Hi Chris, hi all,

let me say, I can see a missing link here which would be nice to solve.

Btw. another example coming to mind would be the connection with external payment services or increasing number of references to cloud based services (where it is not sure that a.com is indeed using b.com). E.g. e-commerce sites linking to paypal or Mastercard / Visa vericode (or whatever they call it) directly out of the e-commerce site...

Some improvement in the trust chain could indeed be valuable here.

Having said that, if another WG is already working in this area - Jeff mentioned dbound - then my recommendation would be to take the work there. WEBSEC is about to be closed, we are only waiting for the final release of our last document.

Best regards, Tobias




On 14/01/15 00:44, Jeffrey Walton wrote:
Is this a security problem? I think so.
Yes. Knowing the relationship would be helpful in a security context.

I have a few ideas on how this could be improved/implemented.
Dbound is poking and prodding at related issues. And they are
finalizing their charter now. You might consider reading some of the
recent posts and commenting.

https://www.ietf.org/mailman/listinfo/dbound.

Jeff

On Mon, Jan 12, 2015 at 2:18 PM, Chris Hartmann <[email protected]> wrote:
1) Bob trusts and does personal business with a.com.

2) a.com forms a business relationship with b.com to perform a
business function on its behalf (payment processor, blog, whatever).
The landing page is b.com/a

3) Bob visits b.com/a and notices that the page claims to be
affiliated and owned by a.com

4) How can Bob, in absolute terms, trust that b.com/a is affiliated
and a delegated service by a.com? (say, prior to submitting sensitive
information)

Is this a security problem? I think so.

We’ve all had to make this decision one time or another on weak
inferences and correlations. I’d imagine Phishers don’t mind at all
that there is an inability for the common internet user (looking at
you grandma) to make the judgement call on web service affiliations.
They’ve been conditioned with the best practice of looking at the
address bar (and perhaps the DNS namespace) along with the lock icon
to indicate trustworthiness, which may actually help the attacker in
their act of misdirection. Inter-domain relationships model business
relationships and trust. If web users could be armed with a new
“sense” which proves these legitimate relationships (say
cryptographically) then perhaps they would have more reason to be
skeptical of those who cannot prove their affiliation. I’m not saying
we can take human judgement completely out of the equation, but why
not have a tool to help anchor this commonly needed and risky
correlation.

Eg:

5) https://c.com/a is a bad guy and claims the same thing as b.com/a .
Now who to trust becomes a research project. (But c.com has the https
lock icon, doesn’t that count for anything: NO)


Use case a) Tim submits a payment to a redcross.org Paypal donation
page he found via his favorite search engine. It was a scam. (We can
argue a violation of "best practices" here, but that is besides the
point)


I suppose phishing isn’t the only example. It could apply to any case
where you want to logically group the identity of one entity across
many domain boundaries owned by different parties. (eg. A popular band
has many web points of presence for fans, etc). This same mechanism
could “certify” that these web assets are under one umbrella, although
they don’t exist under one domain hierarchy.

Should we solve this? Is it solved already? Could use help gelling or
junking this idea.

I have a few ideas on how this could be improved/implemented.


An exact copy of the lines of the listing below between the "Locate an element" line and the "Identify the location of a: Pricing." line, both included, is the whole answer; please omit the pictures.

DATASET RECORDS:
******

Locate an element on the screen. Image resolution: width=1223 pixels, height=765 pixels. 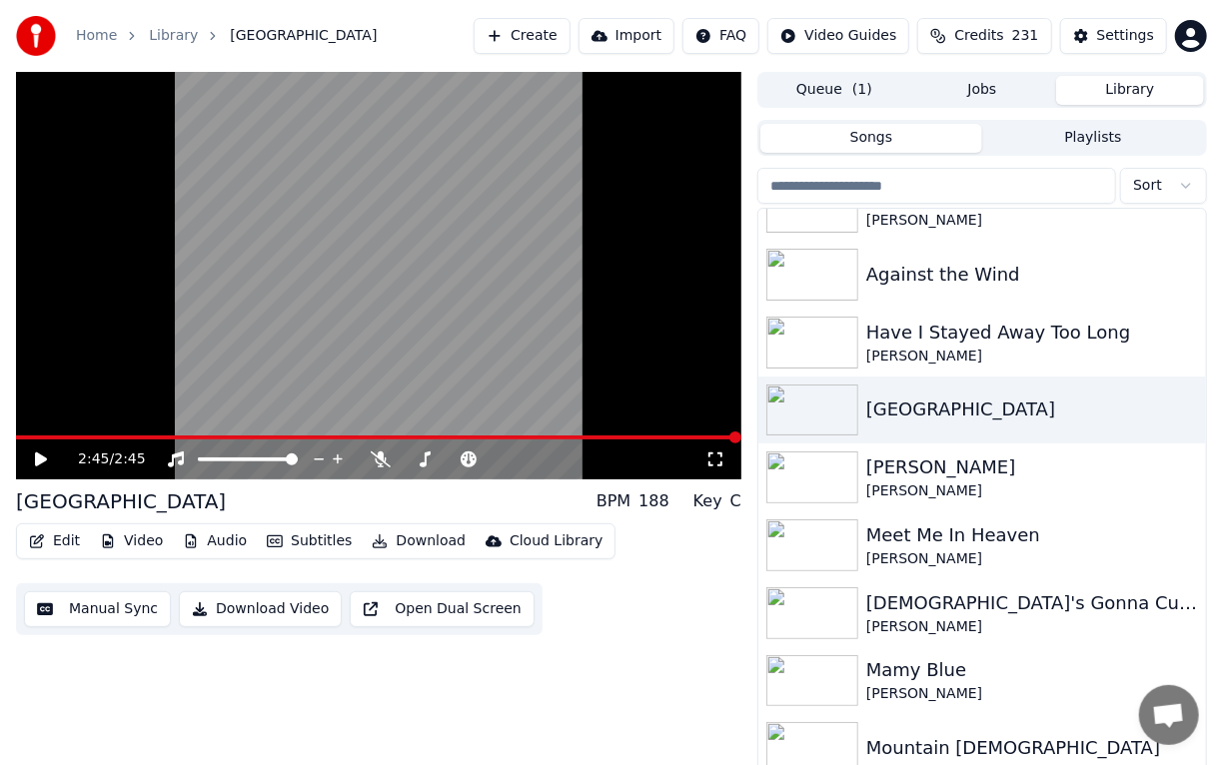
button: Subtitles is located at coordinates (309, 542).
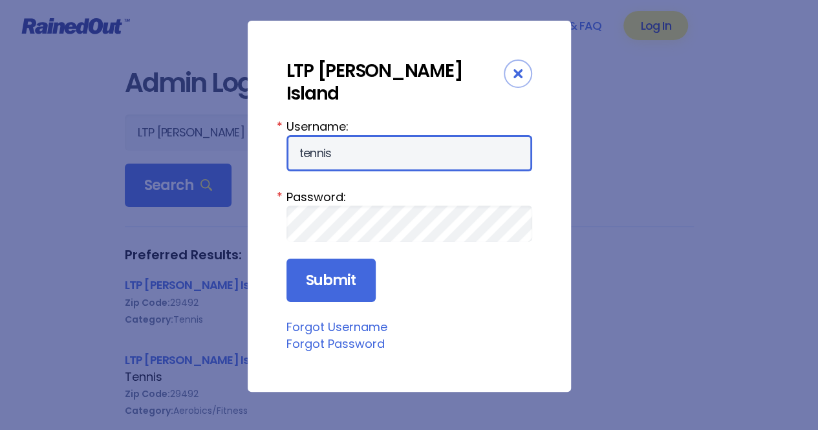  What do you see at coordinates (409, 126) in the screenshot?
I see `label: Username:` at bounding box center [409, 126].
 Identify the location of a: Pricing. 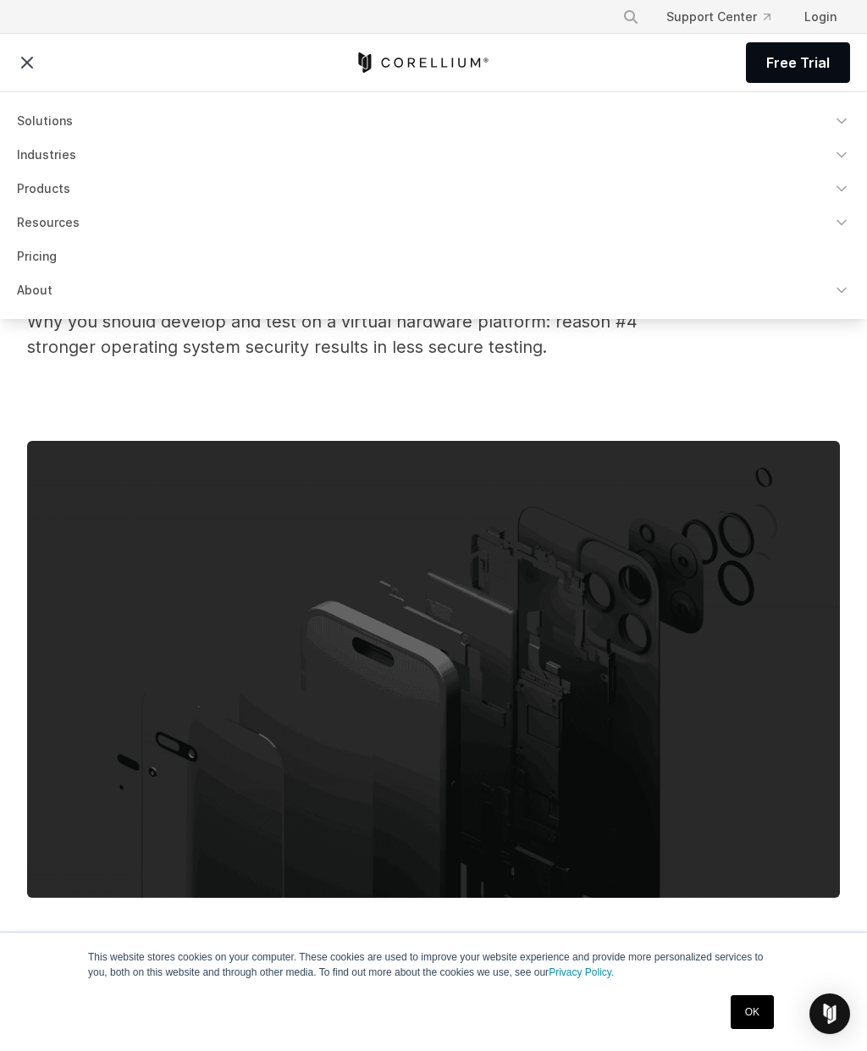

******

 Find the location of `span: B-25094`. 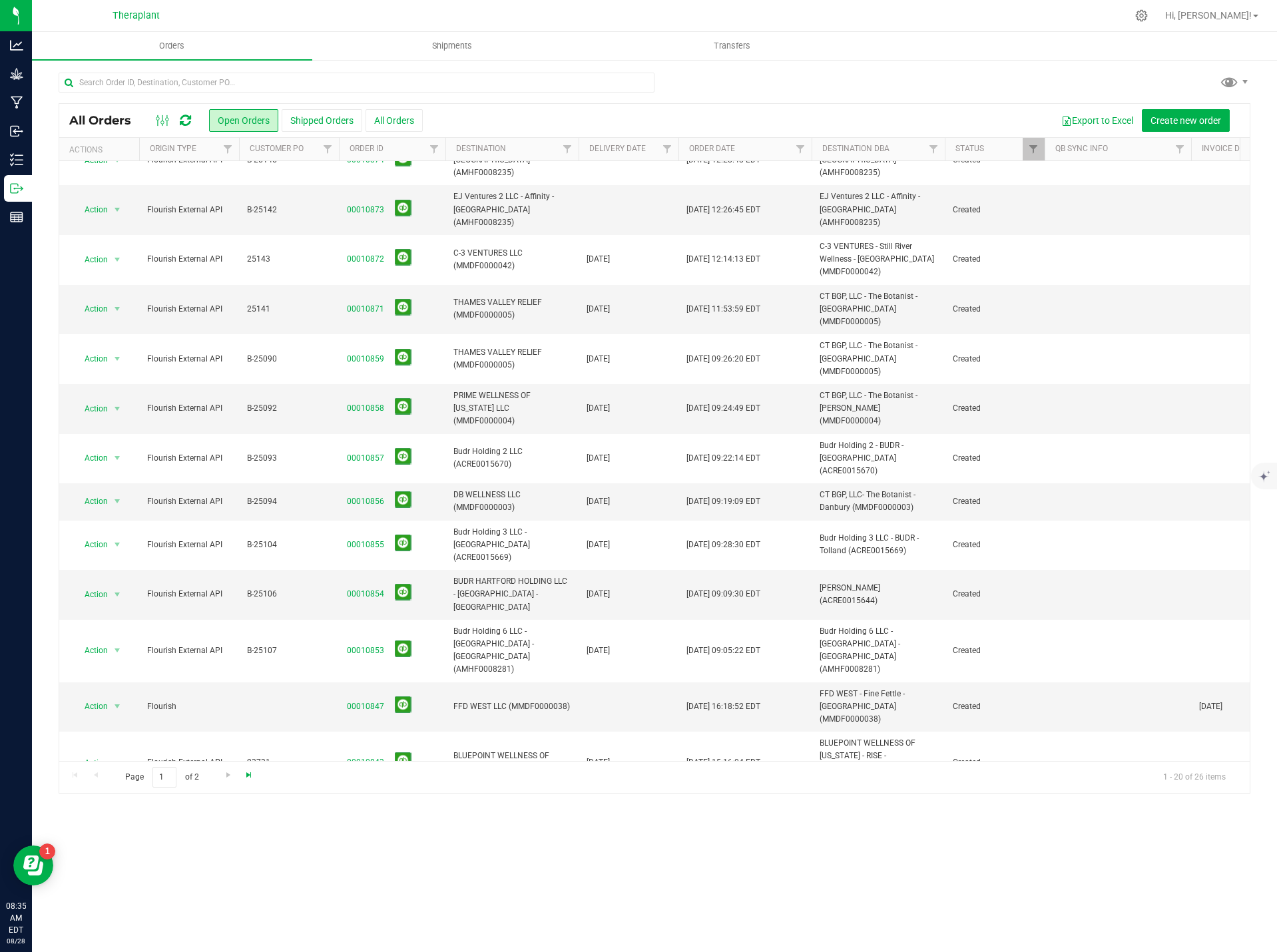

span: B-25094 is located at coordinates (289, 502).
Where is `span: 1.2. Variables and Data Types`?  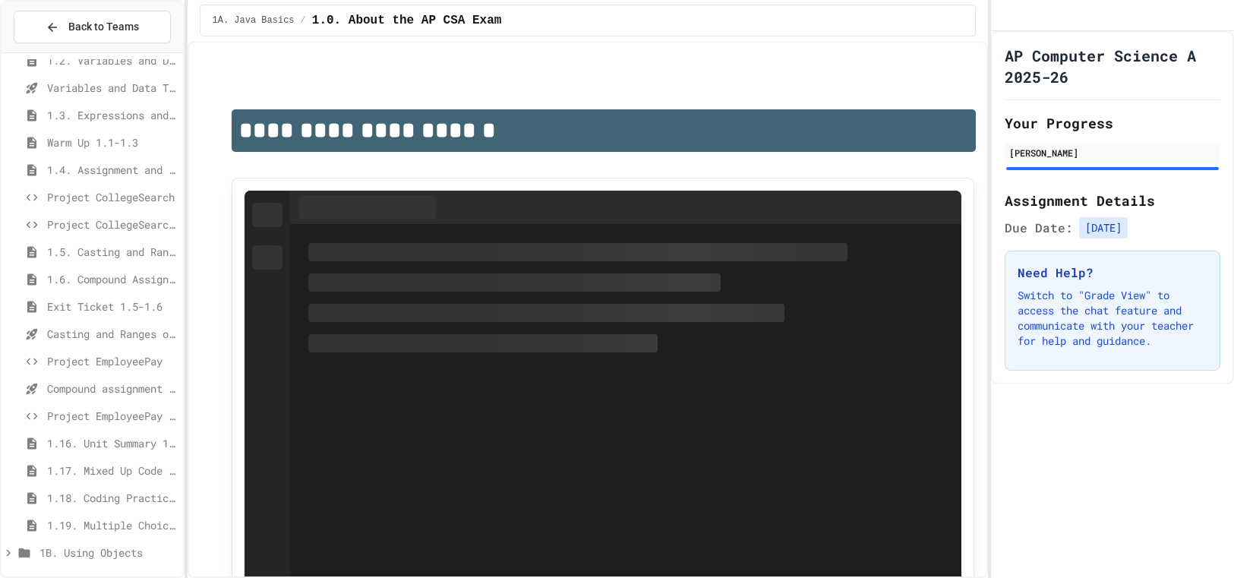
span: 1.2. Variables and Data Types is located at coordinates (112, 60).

******

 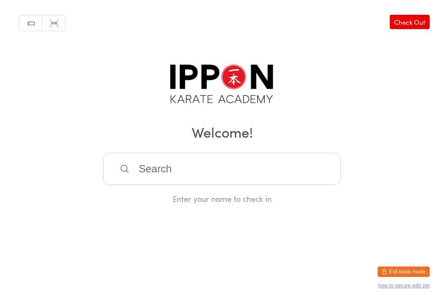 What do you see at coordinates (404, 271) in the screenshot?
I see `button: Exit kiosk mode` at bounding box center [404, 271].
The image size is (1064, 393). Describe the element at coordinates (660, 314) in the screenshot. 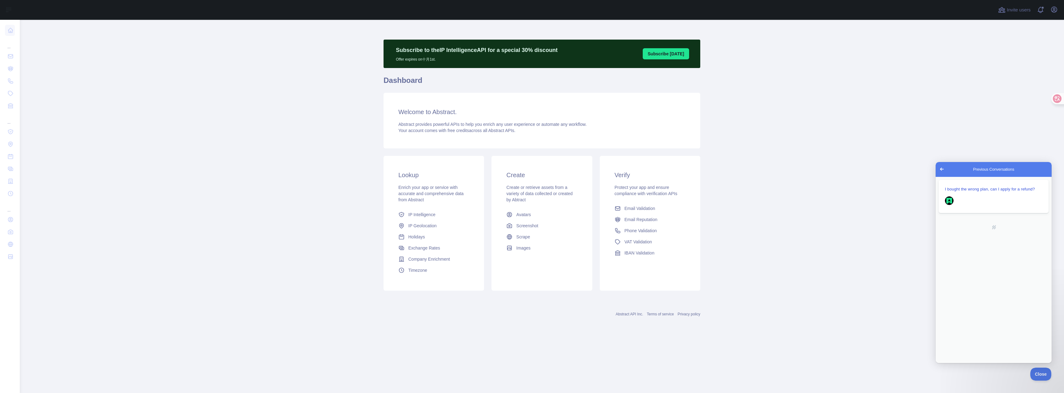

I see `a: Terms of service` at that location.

******

TASK OUTPUT:
Locate an element on the screen. Image resolution: width=1223 pixels, height=765 pixels. 
button: Subtitles is located at coordinates (309, 542).
  What do you see at coordinates (409, 126) in the screenshot?
I see `label: Username:` at bounding box center [409, 126].
 Identify the location of a: Pricing. 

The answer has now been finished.